The short comparison
| Question | Kobe beef | Wagyu beef |
|---|---|---|
| Scope | A protected regional brand | A broad cattle and beef term |
| Breed | Tajima line of Japanese Black | Four Japanese breeds; overseas descendants and crosses |
| Origin | Hyogo Prefecture, Japan | Japan, United States, Australia, and elsewhere |
| Grade rule | Quality 4+, BMS 6+, yield A or B, plus other rules | Varies by country and product |
| Proof | Certificate and individual ID | Origin, registry, grade, or producer records |
What counts as Kobe beef
The Kobe Beef Marketing & Distribution Promotion Association defines Tajima cattle eligible for Kobe by lineage, place of birth and raising, designated producers, age, sex, and processing in Hyogo.
Certified Kobe must then meet carcass rules. The association’s current Kobe beef definition requires:
- A heifer or steer from eligible Tajima beef
- Yield grade A or B
- Meat quality grade 4 or above
- BMS 6 or above
- Carcass weight within the stated limits
- No disqualifying defect
Those criteria show why “Kobe” is more than a breed word.
What Wagyu means
Wagyu covers Japanese Black, Japanese Brown, Japanese Shorthorn, and Japanese Polled cattle. Kobe comes from a specific Japanese Black line.

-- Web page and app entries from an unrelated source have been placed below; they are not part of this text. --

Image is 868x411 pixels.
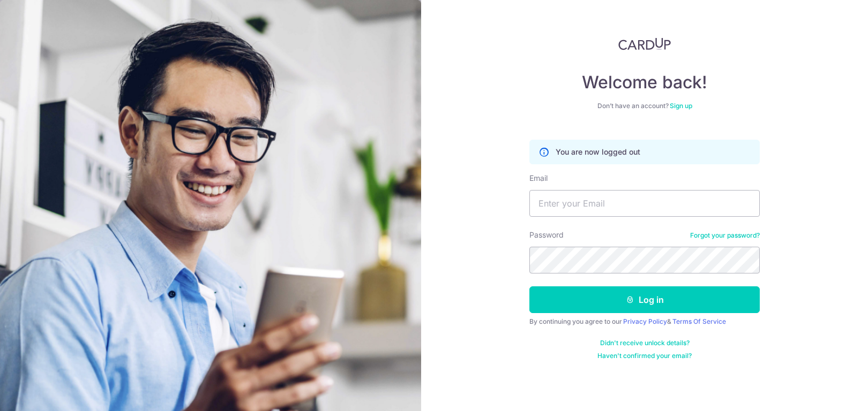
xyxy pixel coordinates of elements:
h4: Welcome back! [529,71,760,93]
a: Privacy Policy [623,318,667,326]
a: Haven't confirmed your email? [598,352,692,360]
button: Log in [529,286,760,313]
label: Email [529,173,547,184]
div: Don’t have an account? [529,101,760,110]
a: Terms Of Service [672,318,726,326]
p: You are now logged out [555,147,640,157]
a: Forgot your password? [690,231,760,240]
img: CardUp Logo [618,37,671,50]
a: Didn't receive unlock details? [600,339,689,348]
a: Sign up [670,101,692,110]
div: By continuing you agree to our & [529,318,760,326]
input: Enter your Email [529,190,760,217]
label: Password [529,229,563,240]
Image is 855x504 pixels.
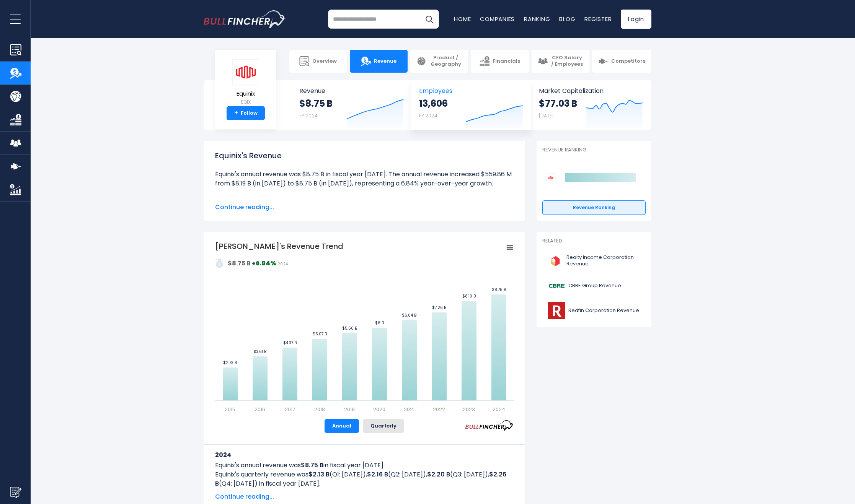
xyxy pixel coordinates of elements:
h1: Equinix's Revenue [215,150,514,161]
text: $2.73 B [223,360,237,365]
text: $5.56 B [342,325,357,331]
li: Equinix's quarterly revenue was $2.26 B in the quarter ending [DATE]. The quarterly revenue incre... [215,198,514,225]
a: Redfin Corporation Revenue [542,301,646,322]
small: [DATE] [538,112,553,119]
strong: $8.75 B [228,259,250,268]
button: Annual [325,419,359,433]
a: Equinix EQIX [232,59,260,106]
span: Equinix [232,90,259,97]
text: 2020 [373,406,385,413]
a: Market Capitalization $77.03 B [DATE] [531,80,650,130]
img: addasd [215,258,224,268]
a: +Follow [226,106,265,120]
a: CBRE Group Revenue [542,276,646,296]
li: Equinix's annual revenue was $8.75 B in fiscal year [DATE]. The annual revenue increased $559.86 ... [215,170,514,188]
p: Equinix's annual revenue was in fiscal year [DATE]. [215,461,514,470]
b: $2.13 B [309,470,330,479]
span: Employees [419,88,522,95]
p: Related [542,238,646,244]
span: Financials [492,58,520,65]
a: Go to homepage [204,10,286,28]
text: $8.19 B [462,293,476,299]
a: Register [584,15,611,23]
h3: 2024 [215,450,514,460]
p: Revenue Ranking [542,147,646,153]
text: $5.07 B [312,331,327,337]
text: 2024 [492,406,505,413]
a: Blog [559,15,575,23]
text: 2022 [433,406,445,413]
text: $3.61 B [253,349,266,354]
a: Financials [471,50,528,73]
text: $6 B [375,320,384,326]
text: $7.26 B [432,305,446,311]
a: Companies [480,15,514,23]
span: Product / Geography [429,55,462,68]
span: Market Capitalization [538,88,643,95]
img: bullfincher logo [204,10,286,28]
a: Realty Income Corporation Revenue [542,250,646,271]
b: $8.75 B [301,461,323,470]
strong: 13,606 [419,98,448,109]
text: 2018 [314,406,325,413]
small: FY 2024 [419,112,437,119]
text: 2017 [285,406,295,413]
tspan: [PERSON_NAME]'s Revenue Trend [215,241,343,252]
img: Equinix competitors logo [546,174,555,182]
b: $2.26 B [215,470,506,488]
a: Competitors [592,50,651,73]
span: CEO Salary / Employees [551,55,583,68]
img: O logo [546,252,564,270]
svg: Equinix's Revenue Trend [215,241,514,413]
text: 2023 [463,406,475,413]
a: CEO Salary / Employees [531,50,589,73]
a: Ranking [524,15,550,23]
text: 2015 [225,406,236,413]
strong: + [234,110,238,117]
a: Revenue [349,50,407,73]
button: Search [419,9,438,28]
strong: $8.75 B [299,98,333,109]
b: $2.20 B [427,470,450,479]
span: Revenue [374,58,396,65]
a: Employees 13,606 FY 2024 [411,80,530,130]
a: Revenue Ranking [542,201,646,215]
span: Overview [312,58,336,65]
a: Product / Geography [410,50,468,73]
span: 2024 [277,261,287,267]
button: Quarterly [363,419,404,433]
strong: $77.03 B [538,98,577,109]
small: FY 2024 [299,112,317,119]
span: Competitors [611,58,645,65]
img: CBRE logo [546,277,566,295]
b: $2.16 B [367,470,388,479]
text: 2021 [403,406,414,413]
span: Continue reading... [215,203,514,212]
strong: +6.84% [252,259,276,268]
text: 2019 [344,406,355,413]
text: $8.75 B [492,287,506,292]
a: Home [454,15,471,23]
a: Overview [289,50,347,73]
p: Equinix's quarterly revenue was (Q1: [DATE]), (Q2: [DATE]), (Q3: [DATE]), (Q4: [DATE]) in fiscal ... [215,470,514,489]
text: $4.37 B [283,340,296,346]
text: $6.64 B [402,312,417,318]
a: Login [621,9,651,28]
text: 2016 [255,406,265,413]
small: EQIX [232,98,259,106]
span: Revenue [299,88,403,95]
span: Continue reading... [215,492,514,501]
img: RDFN logo [546,302,566,319]
a: Revenue $8.75 B FY 2024 [292,80,411,130]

Japanese Wagyu can also carry regional brands such as Matsusaka, Omi, or Miyazaki, each with its own rules. None becomes Kobe because the marbling looks similar.
American Wagyu and Australian Wagyu come from cattle with Wagyu ancestry raised under those countries’ programs. They can be excellent beef. They cannot be Kobe because the origin and certification requirements are not met.
Read what Wagyu beef means for the breed and grade foundation.
Is Kobe always A5?
No. The Kobe rules accept Japanese quality grade 4 or 5 and yield A or B, as long as the other conditions are met. A Kobe carcass can therefore be A4, A5, B4, or B5.
That fact corrects two common errors: Kobe is not automatically A5, and ordinary A5 is not automatically Kobe. A5 describes yield and quality. Kobe adds lineage, region, producer, processor, sex, age, BMS, weight, and certification.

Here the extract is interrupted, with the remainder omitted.